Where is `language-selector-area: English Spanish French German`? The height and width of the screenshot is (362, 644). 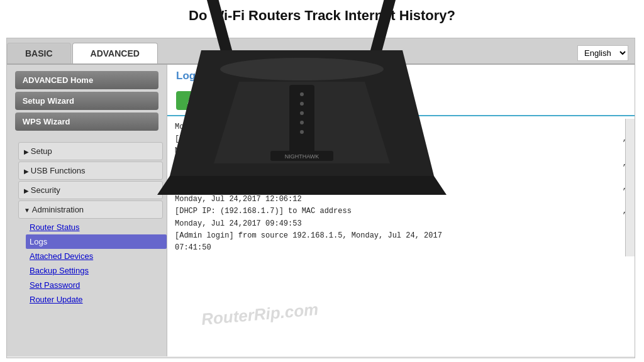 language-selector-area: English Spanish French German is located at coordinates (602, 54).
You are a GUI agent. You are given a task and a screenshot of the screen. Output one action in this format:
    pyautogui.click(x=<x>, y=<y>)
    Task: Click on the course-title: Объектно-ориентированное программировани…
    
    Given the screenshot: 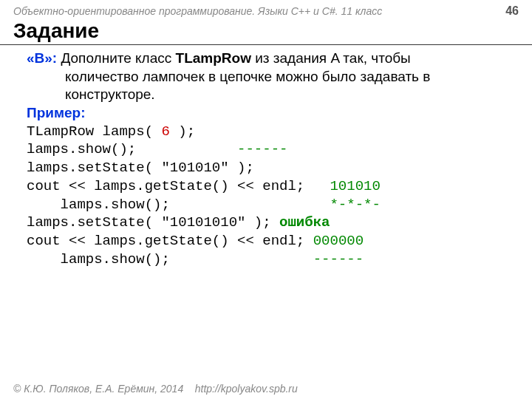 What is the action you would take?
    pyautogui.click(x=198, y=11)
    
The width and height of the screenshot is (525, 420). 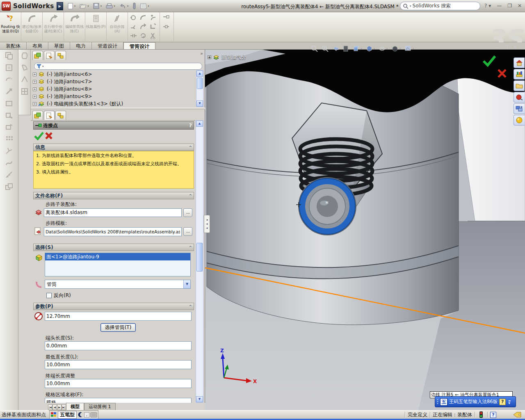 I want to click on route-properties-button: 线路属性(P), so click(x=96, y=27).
------------------------------------------------------------------------
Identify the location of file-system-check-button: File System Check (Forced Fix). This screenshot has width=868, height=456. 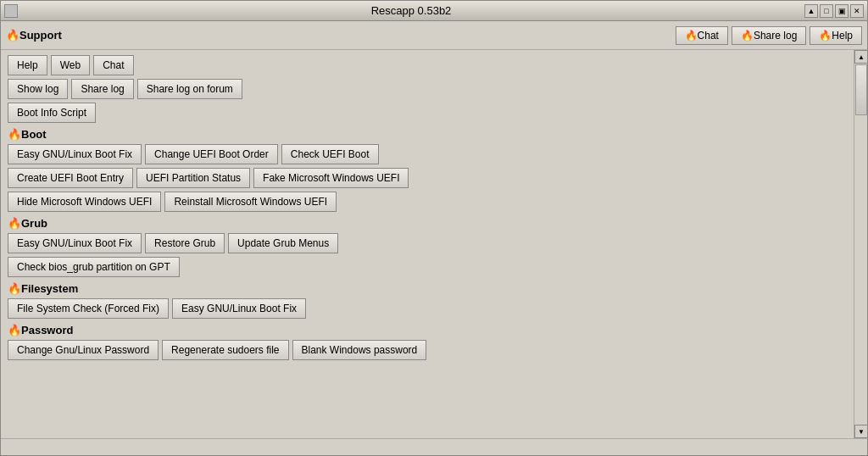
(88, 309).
------------------------------------------------------------------------
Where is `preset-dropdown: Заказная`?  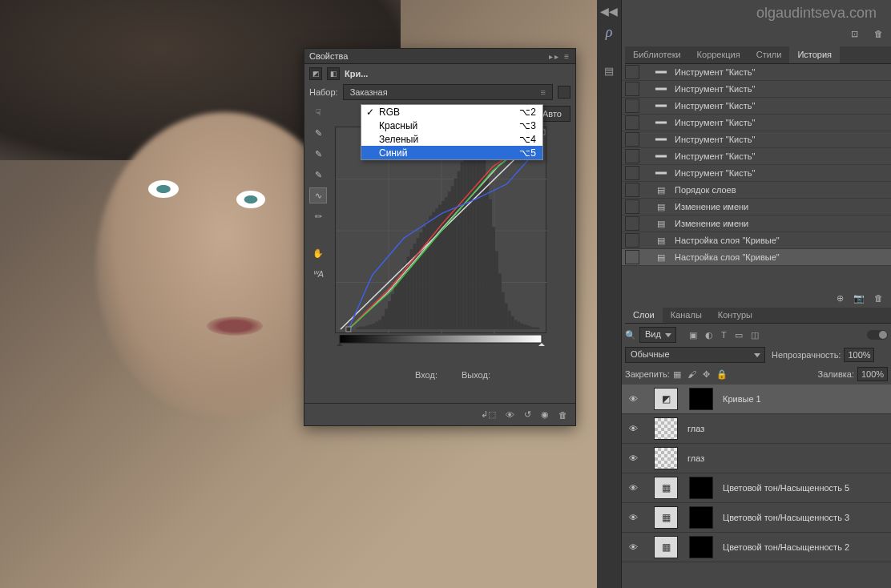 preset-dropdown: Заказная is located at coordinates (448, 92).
------------------------------------------------------------------------
EXERCISE DESCRIPTION: Reproduce exactly the stretch of the material above that starts at the line with "You are a GUI" and ends at the line with "Task: Click on", both included, and nothing else.

RESULT BELOW:
You are a GUI agent. You are given a task and a screenshot of the screen. Output one action in this format:
    pyautogui.click(x=<x>, y=<y>)
    Task: Click on the course-title: Объектно-ориентированное программировани…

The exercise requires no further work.